Lia Monteverde was the main curator of the feast, making sure the kakanin or native rice cakes were done according to age-old procedures. One day, she served a chicken dish that was described as “kinabas-an” (the word “kabas-an,” indicated “wet-rice cultivation”) and prompted a respect for food prepared according to the wisdom and preference of farmers. When I requested for “utan” (lit. vegetables cooked in coconut milk) “na bayawas” (guava), Lia said the ripe guava used for that dessert was not in season. No pressure, I assured her. But when that day’s lunch came, on the table was that dish—the soft pink flesh of the fruit succulent and tangy, a light sourness escaping every now and then the magisterial hold of the coconut milk.
On the last day, Lia was still the curator as she sent us off to two sites: one was the Catandayagan Falls, the other the so-called Buntod Reef.
The reef took us a full one hour from Talisay, famed for its pebble beach. It was last in our itinerary, coming after the falls. This was anticlimactic. From afar, the reef could be seen by what seemed like a strip of aquamarine water flanked by deep blue-green sea. The lighter colors were for the shallow, navigable part of the sea and the dark belonged to the depth. The lightblue shallow water was a lie. The truth was there in this huge tanker docked far from where the writers were swimming: around us was the sea dangerously plunging into an abyss of some sort.
It was wrong to visit the reef after coming from the Catandayagan Falls.
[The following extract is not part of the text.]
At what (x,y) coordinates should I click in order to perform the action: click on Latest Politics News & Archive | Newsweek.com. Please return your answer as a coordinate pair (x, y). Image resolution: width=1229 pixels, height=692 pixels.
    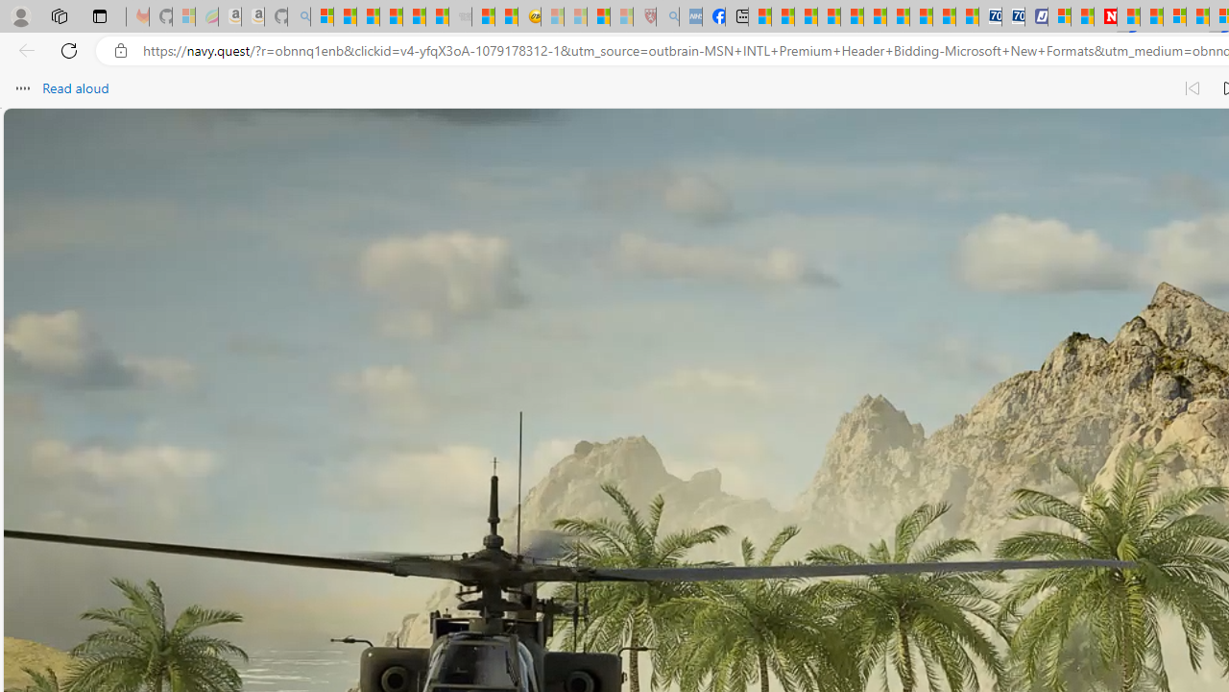
    Looking at the image, I should click on (1106, 17).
The reef was lovely prose.
Nothing prepared us for the Catandayagan Falls. That day, our boat followed the curves of the island, the shores marked by crags and precipices, with trees darkening their walls. We noticed the motor of the boat slowed down to a murmur, its prow quietly circling a small rock, then a cluster of bigger rock. We became conscious of a pause. We looked around, noticed the calmness of the sea and what seemed an eternity of shadows below its surface. Our boat was gliding not to but into the majesty of rocks. The crew knew when to stop. Our eyes knew where to look. I looked up. A long, full, tensed minutes. From the top of the oldest rocks of the island f lowed the whitest rush of water, plunging into the immortality of this primitive sea.
This was where the island ended; this was its beginning. There are no tales about this silence, this terror. Tandayag, the great Serpent is our only link to its past and its present. Nothing stops anyone from writing about its story and how the Serpent became too small for its cave. In that moment, face to face with the Catandayagan, nothing moved. Not time. Not the place. Not even timelessness.